D. To disable Microsoft Graph access

Answer: B

Explanation: Approval ensures agents are reviewed for security, compliance, data access, and business value before being made available to users.


Question 2

Which activity normally occurs immediately before an agent is submitted for approval?

A. Assigning licenses

B. Deleting old agents

C. Testing the agent

D. Archiving the environment

Answer: C

Explanation: Creators typically validate the agent through testing before requesting formal approval.


Question 3

Which team is primarily responsible for reviewing whether an agent complies with data governance requirements?

A. Marketing

B. Finance

C. Human Resources

D. Compliance administrators

Answer: D

Explanation: Compliance administrators review governance policies, regulatory requirements, data protection, and Microsoft Purview controls.


Question 4

Which aspect is most likely reviewed during an agent approval process?

A. The color theme of Microsoft Teams

B. The Windows desktop wallpaper

C. The user’s internet browser

D. The agent’s permissions and data sources

Answer: D

Explanation: Reviewers verify that permissions and knowledge sources comply with organizational security policies.


Question 5

What is the primary purpose of reviewing an agent’s knowledge sources?

A. To increase processor speed

B. To ensure the agent uses approved organizational information

C. To update Windows

D. To install Microsoft Office

Answer: B

Explanation: Approved knowledge sources help ensure accurate responses while protecting sensitive information.


Question 6

Which statement correctly describes approval and publishing?

A. Publishing always occurs before approval.

B. Approval and publishing are identical.

C. Approval authorizes deployment, while publishing makes the agent available to users.

D. Approval permanently locks the agent.

Answer: C

Explanation: Approval authorizes the agent for release, while publishing distributes it to its intended audience.


Question 7

Who is primarily responsible for confirming that an agent solves the intended business problem?

A. Business owner

B. Printer administrator

C. Network technician

D. Database operator

Answer: A

Explanation: Business owners validate that the agent provides value and meets organizational objectives.


Question 8

Which security principle should agents follow when accessing organizational information?

A. Unlimited access

B. Anonymous authentication

C. Guest-only permissions

D. Least privilege

Answer: D

Explanation: Agents should only access the information necessary for their intended function, following the principle of least privilege.


Question 9

After an agent has been approved and published, what should administrators continue to do?

A. Disable audit logging

B. Ignore user feedback

C. Monitor usage, performance, and compliance

D. Remove all permissions

Answer: C

Explanation: Ongoing monitoring helps ensure the agent remains secure, compliant, and effective as business needs evolve.


Question 10

Which statement best describes organizational approval workflows for agents?

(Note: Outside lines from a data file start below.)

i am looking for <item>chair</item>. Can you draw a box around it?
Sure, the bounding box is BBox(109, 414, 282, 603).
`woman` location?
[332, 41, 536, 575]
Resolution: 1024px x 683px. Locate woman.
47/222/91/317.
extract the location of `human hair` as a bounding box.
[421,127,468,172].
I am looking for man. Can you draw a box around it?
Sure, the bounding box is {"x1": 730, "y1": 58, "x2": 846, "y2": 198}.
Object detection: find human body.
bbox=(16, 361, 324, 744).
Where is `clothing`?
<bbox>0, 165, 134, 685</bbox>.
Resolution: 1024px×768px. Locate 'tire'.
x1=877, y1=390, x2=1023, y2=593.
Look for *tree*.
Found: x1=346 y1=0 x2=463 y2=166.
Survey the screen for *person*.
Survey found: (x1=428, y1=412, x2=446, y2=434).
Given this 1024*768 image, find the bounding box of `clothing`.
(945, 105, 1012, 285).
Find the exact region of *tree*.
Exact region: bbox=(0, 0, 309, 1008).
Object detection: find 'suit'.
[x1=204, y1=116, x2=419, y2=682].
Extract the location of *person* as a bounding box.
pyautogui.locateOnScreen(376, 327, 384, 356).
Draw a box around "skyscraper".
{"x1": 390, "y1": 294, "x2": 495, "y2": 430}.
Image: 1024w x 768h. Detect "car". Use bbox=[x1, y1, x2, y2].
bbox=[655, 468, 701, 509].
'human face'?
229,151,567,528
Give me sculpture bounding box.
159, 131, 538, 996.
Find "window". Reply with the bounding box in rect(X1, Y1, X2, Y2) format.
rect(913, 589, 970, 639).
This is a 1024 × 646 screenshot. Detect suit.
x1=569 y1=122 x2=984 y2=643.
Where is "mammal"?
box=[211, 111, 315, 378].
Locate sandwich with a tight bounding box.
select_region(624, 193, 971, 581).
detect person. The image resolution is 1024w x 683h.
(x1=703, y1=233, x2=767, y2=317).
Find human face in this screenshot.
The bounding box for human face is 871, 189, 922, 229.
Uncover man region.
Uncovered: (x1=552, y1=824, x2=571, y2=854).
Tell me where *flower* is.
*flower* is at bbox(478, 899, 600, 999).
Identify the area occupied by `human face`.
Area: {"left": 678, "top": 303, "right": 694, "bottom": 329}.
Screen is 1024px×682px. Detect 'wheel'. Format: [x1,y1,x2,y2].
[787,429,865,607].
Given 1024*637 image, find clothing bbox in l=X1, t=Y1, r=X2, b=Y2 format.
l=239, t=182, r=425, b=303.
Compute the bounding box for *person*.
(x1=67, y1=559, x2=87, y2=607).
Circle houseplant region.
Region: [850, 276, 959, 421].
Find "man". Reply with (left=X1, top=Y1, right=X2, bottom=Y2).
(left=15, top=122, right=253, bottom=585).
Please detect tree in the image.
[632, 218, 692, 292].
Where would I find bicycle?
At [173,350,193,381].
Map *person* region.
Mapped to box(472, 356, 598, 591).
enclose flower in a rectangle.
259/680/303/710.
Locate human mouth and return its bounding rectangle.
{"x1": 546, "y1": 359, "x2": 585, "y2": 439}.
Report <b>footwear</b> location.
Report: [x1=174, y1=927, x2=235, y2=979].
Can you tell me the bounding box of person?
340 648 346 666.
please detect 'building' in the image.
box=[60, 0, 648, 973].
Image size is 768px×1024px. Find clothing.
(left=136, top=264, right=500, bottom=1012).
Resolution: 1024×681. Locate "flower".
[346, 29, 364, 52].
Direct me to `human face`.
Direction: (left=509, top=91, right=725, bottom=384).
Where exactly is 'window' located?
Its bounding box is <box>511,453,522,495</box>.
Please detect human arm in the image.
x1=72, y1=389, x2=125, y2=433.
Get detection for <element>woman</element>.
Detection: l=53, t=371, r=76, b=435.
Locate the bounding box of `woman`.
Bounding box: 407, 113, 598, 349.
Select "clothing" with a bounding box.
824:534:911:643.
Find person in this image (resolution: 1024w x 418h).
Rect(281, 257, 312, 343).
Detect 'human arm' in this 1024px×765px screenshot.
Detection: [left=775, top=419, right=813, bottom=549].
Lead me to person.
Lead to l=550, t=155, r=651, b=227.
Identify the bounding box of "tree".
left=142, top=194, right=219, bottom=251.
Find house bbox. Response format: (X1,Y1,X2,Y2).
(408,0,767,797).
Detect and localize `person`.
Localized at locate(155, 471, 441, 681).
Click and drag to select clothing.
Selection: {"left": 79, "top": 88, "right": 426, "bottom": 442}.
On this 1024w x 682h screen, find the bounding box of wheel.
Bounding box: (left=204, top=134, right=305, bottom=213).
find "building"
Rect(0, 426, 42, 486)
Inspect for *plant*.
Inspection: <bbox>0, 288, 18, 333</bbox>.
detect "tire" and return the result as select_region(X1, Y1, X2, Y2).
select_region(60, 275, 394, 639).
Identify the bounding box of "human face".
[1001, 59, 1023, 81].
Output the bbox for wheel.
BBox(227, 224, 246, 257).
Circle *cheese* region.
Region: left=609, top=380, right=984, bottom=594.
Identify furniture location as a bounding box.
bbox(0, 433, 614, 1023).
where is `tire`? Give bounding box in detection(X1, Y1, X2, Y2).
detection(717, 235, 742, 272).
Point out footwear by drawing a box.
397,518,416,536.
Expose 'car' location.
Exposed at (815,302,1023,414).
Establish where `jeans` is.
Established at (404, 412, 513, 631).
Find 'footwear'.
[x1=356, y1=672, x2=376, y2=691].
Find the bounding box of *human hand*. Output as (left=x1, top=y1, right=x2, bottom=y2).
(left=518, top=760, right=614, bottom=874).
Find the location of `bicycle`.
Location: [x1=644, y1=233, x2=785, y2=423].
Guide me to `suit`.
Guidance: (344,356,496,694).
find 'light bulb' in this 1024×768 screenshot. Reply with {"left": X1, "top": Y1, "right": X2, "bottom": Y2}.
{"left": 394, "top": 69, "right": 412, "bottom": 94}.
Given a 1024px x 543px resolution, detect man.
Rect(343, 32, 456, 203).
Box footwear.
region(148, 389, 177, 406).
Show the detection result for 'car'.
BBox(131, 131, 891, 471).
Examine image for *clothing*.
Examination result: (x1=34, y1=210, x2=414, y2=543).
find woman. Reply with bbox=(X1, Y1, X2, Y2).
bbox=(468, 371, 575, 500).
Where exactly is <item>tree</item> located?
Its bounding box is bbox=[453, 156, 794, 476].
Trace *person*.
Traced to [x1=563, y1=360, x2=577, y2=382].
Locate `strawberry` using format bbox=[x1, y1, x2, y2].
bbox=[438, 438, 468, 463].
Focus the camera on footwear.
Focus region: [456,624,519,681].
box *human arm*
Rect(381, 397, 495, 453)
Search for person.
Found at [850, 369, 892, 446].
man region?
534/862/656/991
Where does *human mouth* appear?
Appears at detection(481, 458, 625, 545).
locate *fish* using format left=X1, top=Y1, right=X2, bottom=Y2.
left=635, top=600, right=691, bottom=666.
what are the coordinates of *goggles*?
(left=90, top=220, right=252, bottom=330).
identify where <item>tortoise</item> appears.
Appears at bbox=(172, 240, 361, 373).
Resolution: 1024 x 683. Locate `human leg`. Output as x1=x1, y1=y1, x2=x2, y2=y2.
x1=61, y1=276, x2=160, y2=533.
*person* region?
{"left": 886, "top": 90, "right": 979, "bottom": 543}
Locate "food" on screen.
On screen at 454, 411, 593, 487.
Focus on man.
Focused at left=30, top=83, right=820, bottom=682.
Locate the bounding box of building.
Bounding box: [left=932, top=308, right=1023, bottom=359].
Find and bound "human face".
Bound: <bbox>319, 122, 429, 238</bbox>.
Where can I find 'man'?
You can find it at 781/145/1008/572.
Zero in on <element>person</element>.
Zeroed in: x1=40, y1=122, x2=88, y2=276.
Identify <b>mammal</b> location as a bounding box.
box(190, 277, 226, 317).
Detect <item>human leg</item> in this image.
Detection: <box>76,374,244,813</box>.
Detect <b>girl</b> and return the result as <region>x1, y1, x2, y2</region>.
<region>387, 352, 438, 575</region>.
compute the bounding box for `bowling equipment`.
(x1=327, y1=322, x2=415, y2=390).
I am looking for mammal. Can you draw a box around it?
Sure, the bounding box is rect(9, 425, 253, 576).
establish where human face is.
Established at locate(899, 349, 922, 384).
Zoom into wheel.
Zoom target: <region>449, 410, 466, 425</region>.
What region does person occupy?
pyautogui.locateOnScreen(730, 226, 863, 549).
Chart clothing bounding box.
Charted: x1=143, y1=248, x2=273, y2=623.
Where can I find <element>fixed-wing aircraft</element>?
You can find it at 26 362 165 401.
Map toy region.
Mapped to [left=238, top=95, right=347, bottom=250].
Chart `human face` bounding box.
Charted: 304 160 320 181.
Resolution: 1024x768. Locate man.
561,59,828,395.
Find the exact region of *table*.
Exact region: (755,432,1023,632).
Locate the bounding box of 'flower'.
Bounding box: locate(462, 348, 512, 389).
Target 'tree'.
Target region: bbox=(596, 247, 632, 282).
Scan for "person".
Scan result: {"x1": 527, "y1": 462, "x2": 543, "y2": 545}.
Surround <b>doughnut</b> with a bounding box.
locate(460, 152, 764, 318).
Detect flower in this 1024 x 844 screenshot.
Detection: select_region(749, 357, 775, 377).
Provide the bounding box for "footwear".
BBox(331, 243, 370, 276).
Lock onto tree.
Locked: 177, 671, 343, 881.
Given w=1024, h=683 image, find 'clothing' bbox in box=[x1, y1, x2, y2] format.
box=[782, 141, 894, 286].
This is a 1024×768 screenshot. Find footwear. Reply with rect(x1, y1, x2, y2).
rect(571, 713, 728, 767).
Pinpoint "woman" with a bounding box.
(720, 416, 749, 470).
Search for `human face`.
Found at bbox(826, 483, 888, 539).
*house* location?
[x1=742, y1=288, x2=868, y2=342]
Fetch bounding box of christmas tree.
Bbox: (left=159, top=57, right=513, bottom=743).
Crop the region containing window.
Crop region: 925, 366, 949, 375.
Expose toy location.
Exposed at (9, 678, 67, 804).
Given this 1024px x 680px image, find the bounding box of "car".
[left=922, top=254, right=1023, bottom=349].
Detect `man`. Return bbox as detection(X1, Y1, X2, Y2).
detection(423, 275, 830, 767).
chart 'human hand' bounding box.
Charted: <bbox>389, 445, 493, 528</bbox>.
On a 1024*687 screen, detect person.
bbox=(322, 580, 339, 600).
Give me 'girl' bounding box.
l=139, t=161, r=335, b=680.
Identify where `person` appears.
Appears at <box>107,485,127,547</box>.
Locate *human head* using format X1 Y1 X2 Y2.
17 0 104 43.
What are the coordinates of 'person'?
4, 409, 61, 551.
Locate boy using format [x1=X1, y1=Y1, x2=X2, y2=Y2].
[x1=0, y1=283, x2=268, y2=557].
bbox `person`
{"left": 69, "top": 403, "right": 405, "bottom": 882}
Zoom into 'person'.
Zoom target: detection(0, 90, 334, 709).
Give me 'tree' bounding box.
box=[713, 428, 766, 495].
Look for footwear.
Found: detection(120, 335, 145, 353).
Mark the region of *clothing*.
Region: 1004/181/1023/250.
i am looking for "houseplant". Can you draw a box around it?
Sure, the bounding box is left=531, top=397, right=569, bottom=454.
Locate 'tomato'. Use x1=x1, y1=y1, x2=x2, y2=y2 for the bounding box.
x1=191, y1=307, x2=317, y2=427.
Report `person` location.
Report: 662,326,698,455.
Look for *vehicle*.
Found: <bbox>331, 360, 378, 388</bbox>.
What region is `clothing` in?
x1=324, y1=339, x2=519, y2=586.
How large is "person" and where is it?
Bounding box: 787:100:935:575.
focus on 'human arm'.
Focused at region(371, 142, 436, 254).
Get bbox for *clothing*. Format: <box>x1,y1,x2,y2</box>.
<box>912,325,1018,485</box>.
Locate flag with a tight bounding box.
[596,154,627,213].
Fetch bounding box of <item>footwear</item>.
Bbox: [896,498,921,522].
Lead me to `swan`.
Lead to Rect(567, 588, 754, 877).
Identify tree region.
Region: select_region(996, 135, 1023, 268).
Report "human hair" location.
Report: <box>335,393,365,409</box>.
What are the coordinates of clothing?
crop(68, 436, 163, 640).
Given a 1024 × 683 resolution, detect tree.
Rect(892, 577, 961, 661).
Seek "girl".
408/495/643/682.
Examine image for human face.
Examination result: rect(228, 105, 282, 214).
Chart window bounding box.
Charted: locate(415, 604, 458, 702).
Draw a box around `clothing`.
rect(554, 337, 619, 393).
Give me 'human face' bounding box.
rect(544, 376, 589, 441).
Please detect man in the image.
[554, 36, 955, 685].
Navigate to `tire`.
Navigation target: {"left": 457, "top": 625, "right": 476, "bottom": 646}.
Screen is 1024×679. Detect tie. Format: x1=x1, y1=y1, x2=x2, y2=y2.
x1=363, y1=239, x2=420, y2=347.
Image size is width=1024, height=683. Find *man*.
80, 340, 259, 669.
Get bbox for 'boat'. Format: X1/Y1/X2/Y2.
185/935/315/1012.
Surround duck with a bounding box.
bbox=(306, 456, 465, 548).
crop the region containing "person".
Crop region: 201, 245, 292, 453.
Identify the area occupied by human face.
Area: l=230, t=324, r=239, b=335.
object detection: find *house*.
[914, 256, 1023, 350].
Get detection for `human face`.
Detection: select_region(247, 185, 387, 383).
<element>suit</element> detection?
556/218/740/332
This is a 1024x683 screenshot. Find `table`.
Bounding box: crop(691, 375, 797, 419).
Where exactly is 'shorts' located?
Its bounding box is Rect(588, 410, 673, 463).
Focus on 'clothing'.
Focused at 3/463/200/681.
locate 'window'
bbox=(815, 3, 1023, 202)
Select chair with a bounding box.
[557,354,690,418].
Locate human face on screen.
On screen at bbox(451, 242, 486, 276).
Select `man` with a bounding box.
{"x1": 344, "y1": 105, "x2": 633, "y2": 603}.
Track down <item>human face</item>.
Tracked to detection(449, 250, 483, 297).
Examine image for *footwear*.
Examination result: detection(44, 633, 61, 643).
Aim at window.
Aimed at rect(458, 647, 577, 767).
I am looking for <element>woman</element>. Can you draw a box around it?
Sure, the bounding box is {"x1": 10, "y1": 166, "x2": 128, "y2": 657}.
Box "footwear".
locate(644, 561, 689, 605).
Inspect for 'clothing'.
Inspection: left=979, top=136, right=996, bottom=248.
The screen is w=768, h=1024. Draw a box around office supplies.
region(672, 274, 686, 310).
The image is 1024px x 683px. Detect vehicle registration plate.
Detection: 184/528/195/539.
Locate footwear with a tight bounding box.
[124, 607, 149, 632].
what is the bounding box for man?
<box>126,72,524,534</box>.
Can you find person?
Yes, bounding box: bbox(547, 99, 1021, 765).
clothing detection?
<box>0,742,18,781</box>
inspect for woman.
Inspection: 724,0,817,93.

A. Every Microsoft 365 tenant uses the exact same approval process.

B. Approval is optional for all organizations.

C. Approval workflows are fixed and cannot be customized.

D. Organizations can customize approval workflows to meet their governance requirements.

Answer: D

Explanation: Microsoft provides flexible governance capabilities, allowing organizations to implement approval workflows that align with their security, compliance, and operational policies.